The court was little more than fifty paces across, and was in reality
located deep within the interior of some great building. Yet it appeared
to have no definite physical limits, being bounded by a translucent blue-
green material which glowed with a faint internal light. However, though
there were no visible limits, the court had been so laid out that there was
no danger of feeling lost in infinite space. Low walls, less than waist
high and broken at intervals so that one could pass through them, man
aged to give the impression of safe confinement without which no one
in Diaspar could ever feel entirely happy.

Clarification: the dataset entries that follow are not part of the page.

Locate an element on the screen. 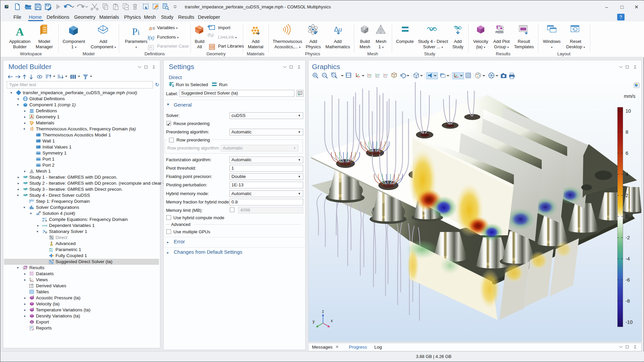  svg-text: 2 is located at coordinates (627, 195).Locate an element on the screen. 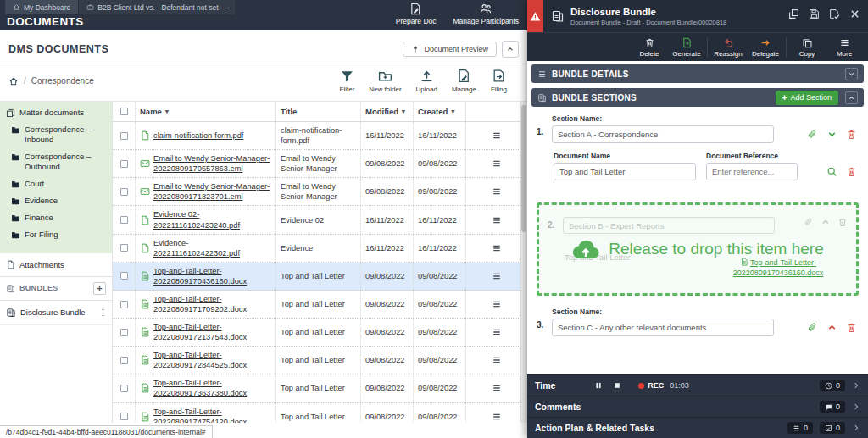 The image size is (868, 438). table-row: Evidence 02-20221116102423240.pdf Eviden… is located at coordinates (320, 220). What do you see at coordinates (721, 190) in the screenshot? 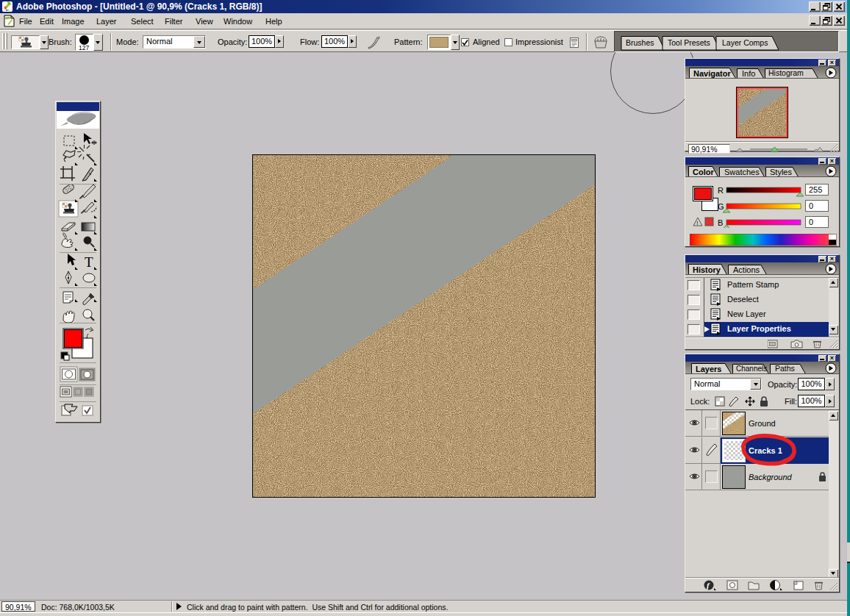
I see `svg-text: R` at bounding box center [721, 190].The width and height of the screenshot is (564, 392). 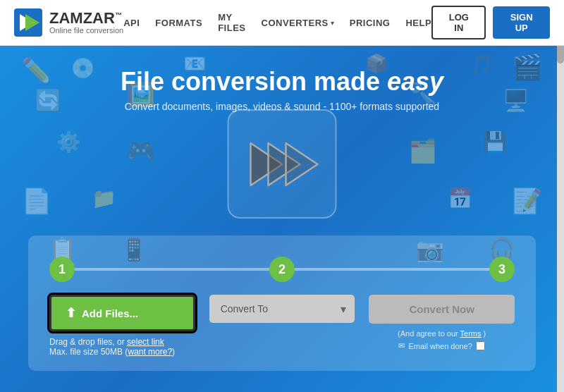 What do you see at coordinates (485, 333) in the screenshot?
I see `agree-close: )` at bounding box center [485, 333].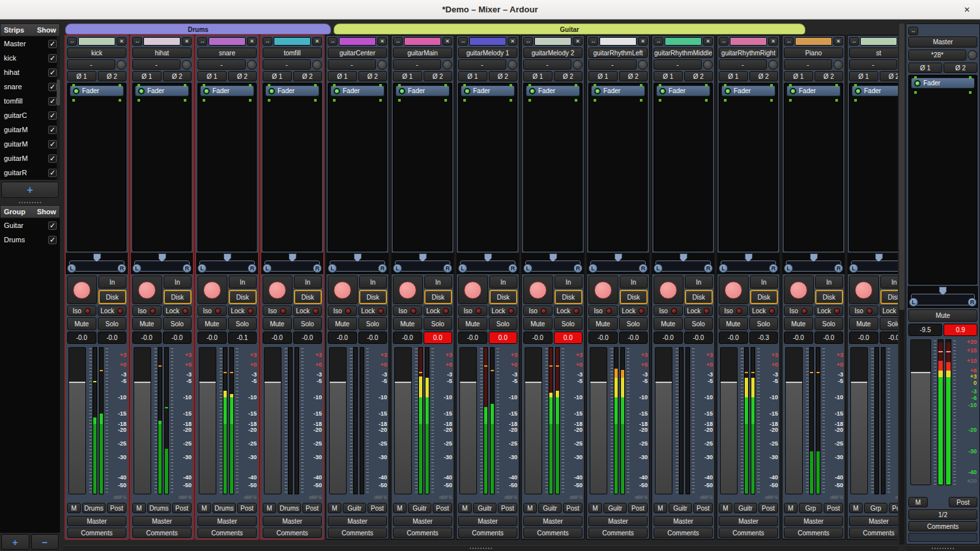 The height and width of the screenshot is (551, 980). I want to click on sidebar-splitter, so click(30, 203).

Khedron was examining one of these walls when Alvin arrived. It
was covered with an intricate mosaic of colored tiles, so fantastically in
volved that Alvin did not even attempt to unravel it.

"Look at this mosaic, Alvin," said the Jester. "Do you notice any
thing strange about it?"

"No," confessed Alvin after a brief examination. "I don't care for it
—but there's nothing strange about
that.'*

Khedron ran his fingers over the colored tiles. "You are not very observant," he said. "Look at these edges here—see how they have become rounded and softened. This is something that one very seldom sees
in Diaspar, Alvin. It is wear—the crumbling away of matter under the
assault of time. I can remember when this pattern was new, only eighty
thousand years ago, in my last lifetime. If I come back to this spot a
dozen lives from now, these tiles will have been worn completely away."

"I don't see anything very surprising about that," answered Alvin.
"There are other works of art in the city not good enough to be preserved
in the memory circuits, but not bad enough to be destroyed outright.